BBC Somali Service published a report on tomb demolitions by Al Shabaab and headlined it Jihaadka Qabuuraha (Jihad of/on Graves). Does the BBC view Al Shabaab’s activities as Jihad or it is how Al Shabaab describes its campaign to demolish graves? In the same week, BBC Somali Service published a report based on the detention of ‘al-Qaeda militants’ by Saudi authorities. The report was headlined Soomaali al Qaacida ah (Al Qaida Somalis), but the headline of the story in BBC News website on which the story for Somali speaking listeners and readers was based is Saudi Arabia detains dozens of ‘al-Qaeda militants‘ .

If BBC Somali Service decided to use to translate the story from English, why had the editor failed to ensure that the headline should not label Somalis as Al Qaeda operatives? Given the BBC Somali Service’s failure to learn from past mistakes, and even make more outrageous mistakes because of unfamiliarity with BBC editorial guidelines, it is unclear why BBC World Service protects mediocrity and exposes itself to accusations about having “no concept of value for money” and not having equal opportunity policy?.

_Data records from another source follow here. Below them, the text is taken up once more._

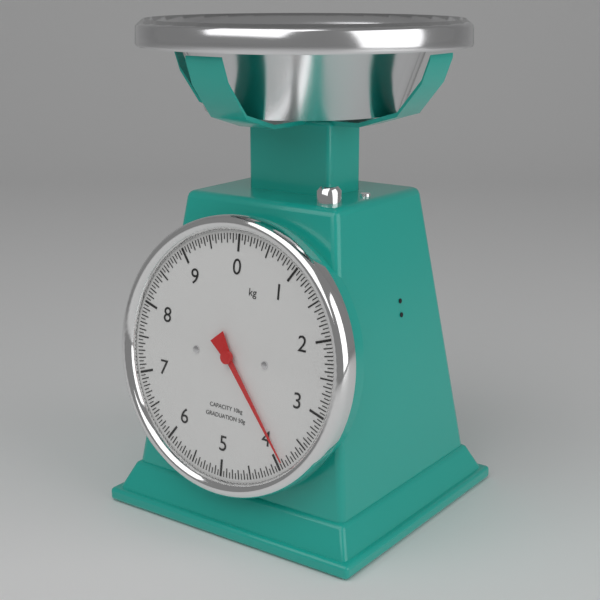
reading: 3.90 kg
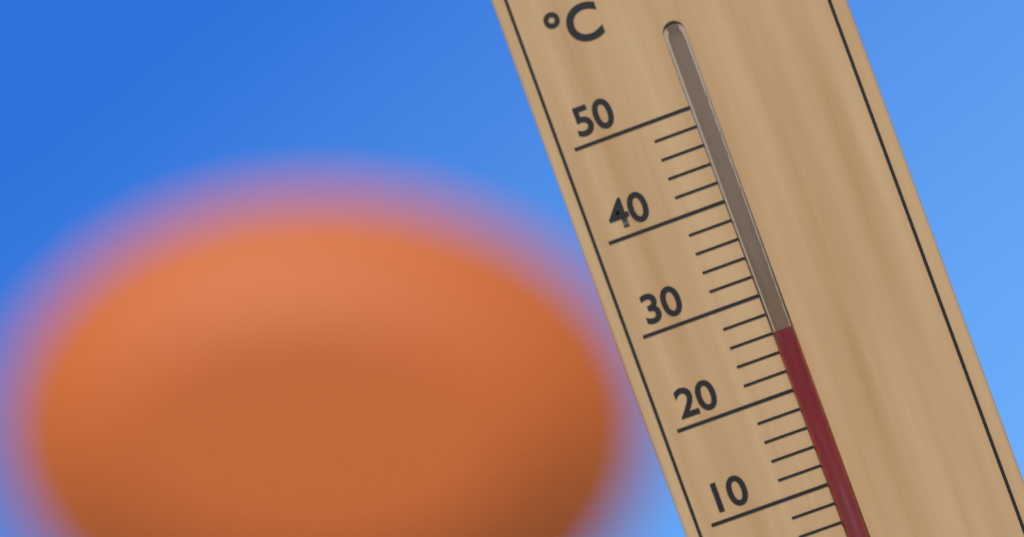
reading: 26 °C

The BBC World Service’s attitude towards the Somali speaking listeners and readers is disdainful. If the BBC Somali Service were a privately run radio station, the editor and his bosses would take their work seriously and ensure that journalistic misjudgments and mistakes should not tarnish the work of the Service on which many Somalis and Somali speaking listeners and readers depend for information about Somalia and the world.